Ecopsychology and Our Personal Economy

We are in a time of crisis in which connection to self, other, earth, and numinous has been severed for many and severely disconnected for most. Our industrious and material culture developed over the last few centuries has driven us to consume in such a way that we are left unfulfilled and ever-searching for more, resulting in high rates of crime, violence, and addiction. The dominant patriarchal paradigm has constructed certain worldviews, institutions, behaviors, and attitudes that leave us confined, filled with angst for what our soul’s full expression could look and feel like. The old way of doing things, the business-as-usual mode, ultimately informs our relationship with the economy. Our use of money, in turn, determines how we protect or harm our environment. The current earth crisis is intricately tied to how we operate within our economy. Utilizing an approach to personal economics that is based on sacredness can generate a more life-sustaining way of engaging with our money.

My purpose here is to explore, in brief, ecopsychology as a means for integrating a sacred and sustainable personal economics into our lives and work. The foundation of ecopsychology offers us varied and dynamic ways to approach healing that can be used for re-imagining our relationship not only to the earth but also to our lives and the fundamental structures that foster aliveness, connection, and human flourishing. Reorganizing our economic functions to preserve the earth is not merely environmentalism; it becomes self-preservation and survival. It gives us the possibility of future generations being able to walk the earth and evolve their own consciousness.

My observation is that disconnection of self to earth and self to money run parallel to each other, stemming from the same inherent separation within our psyches. The relationships we hold to money, earth, and spirit may come from the same intrinsic place within each of us, veiled by this false sense of a self based on materialism and victimhood. This reconnection is the foundation that can inform how we define our relationship to self, other, earth, and the numinous. I am encouraging a restructuring of our personal economies so we can engage with the world in a more sacred and sustainable way, one that is life-affirming and can reach beyond simply halting the rapid planetary degradation we are experiencing and can embrace healing and transformation of our soul and psyche wounds around both money and earth.

We are on the brink of an ever-changed planet. It is imperative that we heal our relationships to earth, our economy, and our ideas about money itself. It is often easy to change our minds about our relationship to resources with clear evidence of the crisis, but often our emotional and psychological bodies must be renewed simultaneously. The new way of doing business ultimately requires a dramatic shift from what Liu and Hanauer (2012) call the ‘machinebrain’ to the ‘gardenbrain.’ The machinebrain has us operating at optimal speed for an economy that runs on efficiency and rationality, while the gardenbrain recognizes the reality of organicity, that the economy is actually “complex, nonlinear and ecosystemic.” An economy isn’t a machine; it’s a garden. It can be fruitful if well-tended, but will be overrun by noxious weeds if not tended. We could tend to weeds that pop up here and there, but if we shift the soil in which we plant and use a natural system of partnering plants that fosters growth in each other, our garden could be weed-free and ever more plentiful. The garden brain must be assumed in our minds and hearts, in our thoughts and actions.

How we think and feel makes the foundation for how we act. An ecopsychological approach to healing the deep wounds we carry between us and Mother Earth, money, relationships to others, and our higher power can allow for the development of an interdependent, sustainable personal economy. Online, virtual, remote, hybrid, and earth-based income-generation models significantly reduce crude earth impact and can be especially life-sustaining models. Money, by its very nature, is not of the earth like products, food, or our bodies; it does not exist in a finite world. It is oriented similarly to spiritual inclinations, as something we believe in and adjust our attitudes and behaviors for, but that does not exist in the manifest world. It is the driving force for the working world, pushing us to submit ourselves to the productivity schema that materialism is derived from. In the words of Charles Eisenstein (2011), “Today we live in a world that has been shorn of its sacredness, so that very few things indeed give us a feeling of living in a sacred world.” To create a personal economics that is both honoring of earth and self, our attention must shift not only to tending the garden of our personal economy but recognizing its sacred interconnectedness.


• _TASK DETAILS_: Check every line of the entries that follow, and copy the ones containing "Fructose".

Records from a collection of figures
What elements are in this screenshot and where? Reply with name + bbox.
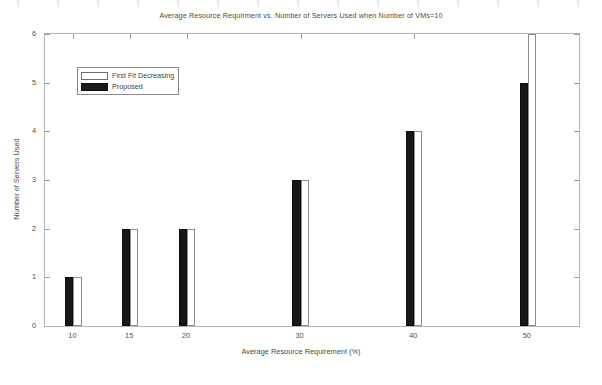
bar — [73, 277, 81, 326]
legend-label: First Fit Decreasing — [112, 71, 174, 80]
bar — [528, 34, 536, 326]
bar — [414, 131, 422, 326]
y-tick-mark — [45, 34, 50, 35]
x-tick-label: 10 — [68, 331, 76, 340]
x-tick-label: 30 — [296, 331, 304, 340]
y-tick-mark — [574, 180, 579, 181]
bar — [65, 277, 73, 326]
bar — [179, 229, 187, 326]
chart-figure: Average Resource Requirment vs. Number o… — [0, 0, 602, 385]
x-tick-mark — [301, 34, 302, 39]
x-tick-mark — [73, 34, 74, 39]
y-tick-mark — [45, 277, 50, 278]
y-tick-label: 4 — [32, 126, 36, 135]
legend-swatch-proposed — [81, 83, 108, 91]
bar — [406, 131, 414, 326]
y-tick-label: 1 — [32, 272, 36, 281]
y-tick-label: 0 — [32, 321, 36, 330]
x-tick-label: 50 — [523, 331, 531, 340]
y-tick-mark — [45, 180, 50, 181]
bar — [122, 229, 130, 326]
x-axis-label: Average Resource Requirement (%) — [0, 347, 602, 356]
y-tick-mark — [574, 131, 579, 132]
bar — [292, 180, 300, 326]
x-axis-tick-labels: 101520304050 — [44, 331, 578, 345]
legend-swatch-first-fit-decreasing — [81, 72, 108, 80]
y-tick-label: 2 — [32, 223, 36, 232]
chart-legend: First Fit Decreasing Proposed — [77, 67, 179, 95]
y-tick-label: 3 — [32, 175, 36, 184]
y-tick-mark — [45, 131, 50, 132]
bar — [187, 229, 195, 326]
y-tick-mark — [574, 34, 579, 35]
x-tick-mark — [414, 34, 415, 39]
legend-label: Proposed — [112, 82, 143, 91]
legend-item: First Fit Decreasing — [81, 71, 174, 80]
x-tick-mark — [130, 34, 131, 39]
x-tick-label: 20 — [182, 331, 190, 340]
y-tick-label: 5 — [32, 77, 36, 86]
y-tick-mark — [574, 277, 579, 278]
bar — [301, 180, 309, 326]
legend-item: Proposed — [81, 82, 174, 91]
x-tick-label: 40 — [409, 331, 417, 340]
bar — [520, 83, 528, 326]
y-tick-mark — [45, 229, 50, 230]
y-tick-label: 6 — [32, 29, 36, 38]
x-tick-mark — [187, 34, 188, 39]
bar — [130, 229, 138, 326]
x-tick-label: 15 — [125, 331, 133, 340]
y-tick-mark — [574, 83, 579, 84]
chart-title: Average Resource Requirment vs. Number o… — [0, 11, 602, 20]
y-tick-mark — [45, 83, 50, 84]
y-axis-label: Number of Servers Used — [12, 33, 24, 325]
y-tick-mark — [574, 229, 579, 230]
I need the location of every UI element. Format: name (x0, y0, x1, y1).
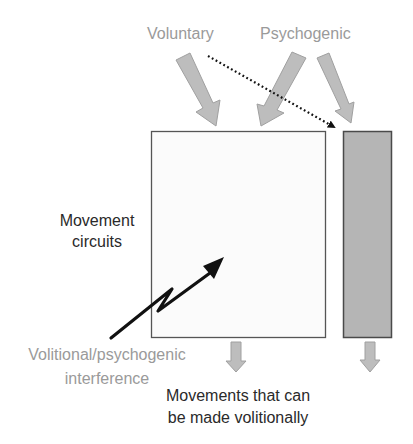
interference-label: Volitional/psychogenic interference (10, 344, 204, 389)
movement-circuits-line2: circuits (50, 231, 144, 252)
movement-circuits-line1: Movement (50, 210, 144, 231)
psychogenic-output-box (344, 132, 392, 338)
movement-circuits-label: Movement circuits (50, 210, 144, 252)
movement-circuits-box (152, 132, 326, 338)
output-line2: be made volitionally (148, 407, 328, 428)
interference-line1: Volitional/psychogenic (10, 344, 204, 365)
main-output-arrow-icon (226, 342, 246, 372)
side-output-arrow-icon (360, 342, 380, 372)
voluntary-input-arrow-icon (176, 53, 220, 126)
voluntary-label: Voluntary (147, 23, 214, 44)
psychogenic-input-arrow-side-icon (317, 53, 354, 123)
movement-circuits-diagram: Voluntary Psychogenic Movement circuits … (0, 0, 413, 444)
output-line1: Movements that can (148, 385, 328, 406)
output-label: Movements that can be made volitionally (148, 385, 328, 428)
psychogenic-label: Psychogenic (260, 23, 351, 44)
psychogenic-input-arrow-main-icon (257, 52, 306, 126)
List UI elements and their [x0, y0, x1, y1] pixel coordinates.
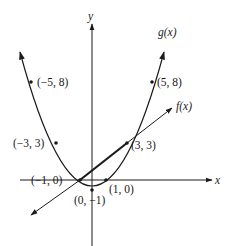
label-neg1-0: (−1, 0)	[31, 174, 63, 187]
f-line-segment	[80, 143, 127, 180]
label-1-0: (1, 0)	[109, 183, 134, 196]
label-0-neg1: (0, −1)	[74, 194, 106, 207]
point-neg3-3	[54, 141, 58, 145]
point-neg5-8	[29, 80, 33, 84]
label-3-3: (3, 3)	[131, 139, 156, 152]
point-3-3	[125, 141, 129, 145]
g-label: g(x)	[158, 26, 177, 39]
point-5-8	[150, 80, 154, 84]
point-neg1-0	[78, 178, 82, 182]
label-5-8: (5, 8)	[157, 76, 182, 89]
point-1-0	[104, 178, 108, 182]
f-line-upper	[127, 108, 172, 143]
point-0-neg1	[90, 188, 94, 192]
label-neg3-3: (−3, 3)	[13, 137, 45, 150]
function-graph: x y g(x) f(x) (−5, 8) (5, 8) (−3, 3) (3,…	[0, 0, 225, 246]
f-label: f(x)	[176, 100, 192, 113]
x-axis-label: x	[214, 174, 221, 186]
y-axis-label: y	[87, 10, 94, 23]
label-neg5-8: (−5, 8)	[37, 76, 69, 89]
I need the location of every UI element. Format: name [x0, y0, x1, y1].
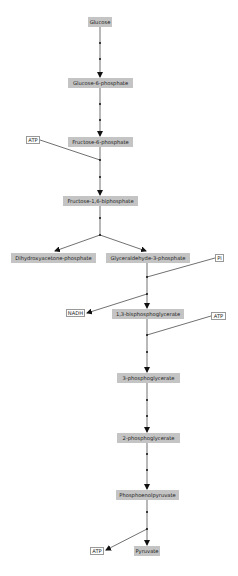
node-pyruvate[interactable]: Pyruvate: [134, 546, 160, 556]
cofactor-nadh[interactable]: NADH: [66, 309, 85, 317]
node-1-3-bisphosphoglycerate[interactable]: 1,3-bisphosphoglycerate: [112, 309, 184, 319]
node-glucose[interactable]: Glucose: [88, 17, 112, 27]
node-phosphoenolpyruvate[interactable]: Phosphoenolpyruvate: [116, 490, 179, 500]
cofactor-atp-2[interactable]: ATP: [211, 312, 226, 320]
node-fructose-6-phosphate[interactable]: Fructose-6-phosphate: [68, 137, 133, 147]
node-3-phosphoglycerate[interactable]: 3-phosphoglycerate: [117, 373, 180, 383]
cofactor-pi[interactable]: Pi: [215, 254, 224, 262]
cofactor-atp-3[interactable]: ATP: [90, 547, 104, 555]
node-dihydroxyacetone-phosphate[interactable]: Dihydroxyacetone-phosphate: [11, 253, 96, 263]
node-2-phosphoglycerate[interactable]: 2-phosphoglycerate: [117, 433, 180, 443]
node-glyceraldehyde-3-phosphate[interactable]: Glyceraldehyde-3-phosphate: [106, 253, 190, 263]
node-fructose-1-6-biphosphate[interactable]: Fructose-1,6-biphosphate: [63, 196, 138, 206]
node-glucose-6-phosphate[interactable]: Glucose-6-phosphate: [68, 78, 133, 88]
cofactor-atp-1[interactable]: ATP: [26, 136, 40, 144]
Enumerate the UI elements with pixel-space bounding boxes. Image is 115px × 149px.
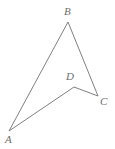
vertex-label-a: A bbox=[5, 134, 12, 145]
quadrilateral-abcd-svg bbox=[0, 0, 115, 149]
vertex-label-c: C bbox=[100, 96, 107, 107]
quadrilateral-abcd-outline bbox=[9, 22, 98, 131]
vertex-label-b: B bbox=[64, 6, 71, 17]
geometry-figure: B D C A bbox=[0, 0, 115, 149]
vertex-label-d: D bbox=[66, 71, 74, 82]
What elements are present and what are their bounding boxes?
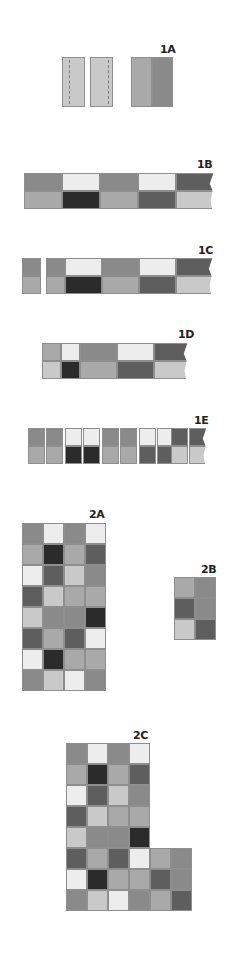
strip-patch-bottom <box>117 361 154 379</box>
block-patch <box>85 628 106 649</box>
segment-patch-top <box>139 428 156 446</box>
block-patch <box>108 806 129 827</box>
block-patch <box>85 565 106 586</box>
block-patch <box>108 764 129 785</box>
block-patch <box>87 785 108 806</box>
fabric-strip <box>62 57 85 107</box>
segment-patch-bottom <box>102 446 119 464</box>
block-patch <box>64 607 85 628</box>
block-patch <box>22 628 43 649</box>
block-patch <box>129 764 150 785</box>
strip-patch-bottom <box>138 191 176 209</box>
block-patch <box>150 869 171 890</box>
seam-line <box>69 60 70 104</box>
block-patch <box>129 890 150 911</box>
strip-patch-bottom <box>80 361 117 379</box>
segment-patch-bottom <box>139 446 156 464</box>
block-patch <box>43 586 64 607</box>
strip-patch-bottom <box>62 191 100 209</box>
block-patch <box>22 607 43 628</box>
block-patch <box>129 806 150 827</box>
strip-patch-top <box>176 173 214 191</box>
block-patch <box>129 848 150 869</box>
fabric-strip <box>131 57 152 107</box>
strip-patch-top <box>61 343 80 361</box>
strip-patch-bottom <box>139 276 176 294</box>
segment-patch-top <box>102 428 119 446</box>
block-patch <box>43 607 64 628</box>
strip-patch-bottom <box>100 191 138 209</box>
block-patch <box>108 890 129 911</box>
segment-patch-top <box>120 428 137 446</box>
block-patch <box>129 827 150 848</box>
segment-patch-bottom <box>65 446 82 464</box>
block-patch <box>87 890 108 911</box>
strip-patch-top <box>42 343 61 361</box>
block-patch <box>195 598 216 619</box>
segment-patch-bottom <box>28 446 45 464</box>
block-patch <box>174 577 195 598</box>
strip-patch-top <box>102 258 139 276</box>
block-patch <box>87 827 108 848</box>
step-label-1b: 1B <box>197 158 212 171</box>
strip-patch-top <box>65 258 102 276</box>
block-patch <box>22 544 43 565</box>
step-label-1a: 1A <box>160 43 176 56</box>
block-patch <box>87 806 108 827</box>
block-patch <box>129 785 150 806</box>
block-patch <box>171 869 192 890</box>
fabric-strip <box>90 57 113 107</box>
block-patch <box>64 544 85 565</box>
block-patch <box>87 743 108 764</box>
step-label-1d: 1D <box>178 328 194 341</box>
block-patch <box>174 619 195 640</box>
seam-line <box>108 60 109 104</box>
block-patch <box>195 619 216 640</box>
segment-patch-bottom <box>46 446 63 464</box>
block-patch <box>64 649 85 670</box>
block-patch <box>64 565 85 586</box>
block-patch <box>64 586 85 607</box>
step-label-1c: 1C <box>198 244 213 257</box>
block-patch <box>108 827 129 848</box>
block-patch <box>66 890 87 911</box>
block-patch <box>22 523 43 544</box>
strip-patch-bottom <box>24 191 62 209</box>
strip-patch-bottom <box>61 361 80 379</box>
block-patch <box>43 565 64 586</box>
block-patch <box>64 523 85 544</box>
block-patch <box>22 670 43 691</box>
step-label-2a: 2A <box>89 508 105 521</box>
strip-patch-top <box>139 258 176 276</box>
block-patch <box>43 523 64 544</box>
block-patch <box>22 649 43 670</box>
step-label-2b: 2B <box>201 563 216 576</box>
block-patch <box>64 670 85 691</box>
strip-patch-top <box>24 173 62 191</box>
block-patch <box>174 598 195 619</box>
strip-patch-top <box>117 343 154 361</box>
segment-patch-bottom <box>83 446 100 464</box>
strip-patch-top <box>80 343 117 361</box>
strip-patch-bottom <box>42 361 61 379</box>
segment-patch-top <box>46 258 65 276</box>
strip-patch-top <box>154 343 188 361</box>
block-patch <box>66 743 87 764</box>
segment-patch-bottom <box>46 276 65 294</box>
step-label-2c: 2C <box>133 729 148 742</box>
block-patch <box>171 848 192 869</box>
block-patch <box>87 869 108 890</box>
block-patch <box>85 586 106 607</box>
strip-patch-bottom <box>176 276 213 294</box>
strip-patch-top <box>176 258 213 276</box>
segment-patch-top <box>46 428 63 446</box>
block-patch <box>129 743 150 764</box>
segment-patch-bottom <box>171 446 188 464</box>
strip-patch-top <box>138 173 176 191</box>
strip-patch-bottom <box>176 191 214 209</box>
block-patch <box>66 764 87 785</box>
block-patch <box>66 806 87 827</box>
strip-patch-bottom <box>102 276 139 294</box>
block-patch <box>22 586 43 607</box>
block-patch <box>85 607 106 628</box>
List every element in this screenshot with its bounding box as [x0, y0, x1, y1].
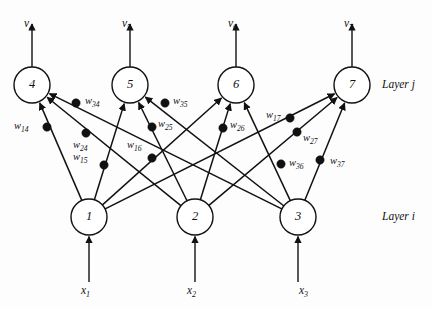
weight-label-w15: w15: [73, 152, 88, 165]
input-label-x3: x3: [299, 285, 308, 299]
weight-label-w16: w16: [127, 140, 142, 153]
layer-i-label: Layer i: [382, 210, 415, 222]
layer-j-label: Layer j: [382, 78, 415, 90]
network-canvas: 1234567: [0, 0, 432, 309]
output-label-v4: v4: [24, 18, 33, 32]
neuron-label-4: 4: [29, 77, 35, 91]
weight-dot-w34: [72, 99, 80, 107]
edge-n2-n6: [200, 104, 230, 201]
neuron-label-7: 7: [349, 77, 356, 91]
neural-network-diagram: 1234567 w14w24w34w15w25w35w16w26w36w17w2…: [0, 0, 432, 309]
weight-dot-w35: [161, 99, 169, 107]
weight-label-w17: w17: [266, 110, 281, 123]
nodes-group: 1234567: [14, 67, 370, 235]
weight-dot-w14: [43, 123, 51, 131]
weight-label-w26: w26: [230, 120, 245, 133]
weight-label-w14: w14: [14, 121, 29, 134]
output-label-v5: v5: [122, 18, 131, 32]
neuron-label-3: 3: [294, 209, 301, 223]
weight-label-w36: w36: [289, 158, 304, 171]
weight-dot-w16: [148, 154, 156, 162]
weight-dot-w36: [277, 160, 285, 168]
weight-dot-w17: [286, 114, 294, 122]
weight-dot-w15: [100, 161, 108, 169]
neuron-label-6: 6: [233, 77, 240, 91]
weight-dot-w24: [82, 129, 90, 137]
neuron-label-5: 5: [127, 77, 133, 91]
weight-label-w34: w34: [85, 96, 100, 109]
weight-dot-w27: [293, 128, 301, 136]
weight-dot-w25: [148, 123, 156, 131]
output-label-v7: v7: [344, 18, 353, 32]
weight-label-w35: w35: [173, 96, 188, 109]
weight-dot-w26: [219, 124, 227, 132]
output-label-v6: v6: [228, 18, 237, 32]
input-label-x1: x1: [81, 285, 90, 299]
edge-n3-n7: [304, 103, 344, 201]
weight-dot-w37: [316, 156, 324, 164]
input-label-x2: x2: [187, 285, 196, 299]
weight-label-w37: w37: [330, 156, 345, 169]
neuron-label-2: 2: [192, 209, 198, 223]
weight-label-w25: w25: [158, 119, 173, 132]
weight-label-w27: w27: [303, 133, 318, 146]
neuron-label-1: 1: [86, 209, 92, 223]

• _RESPONSE BELOW_:
node-fructose-6-phosphate[interactable]: Fructose-6-phosphate: [68, 137, 133, 147]
node-fructose-1-6-biphosphate[interactable]: Fructose-1,6-biphosphate: [63, 196, 138, 206]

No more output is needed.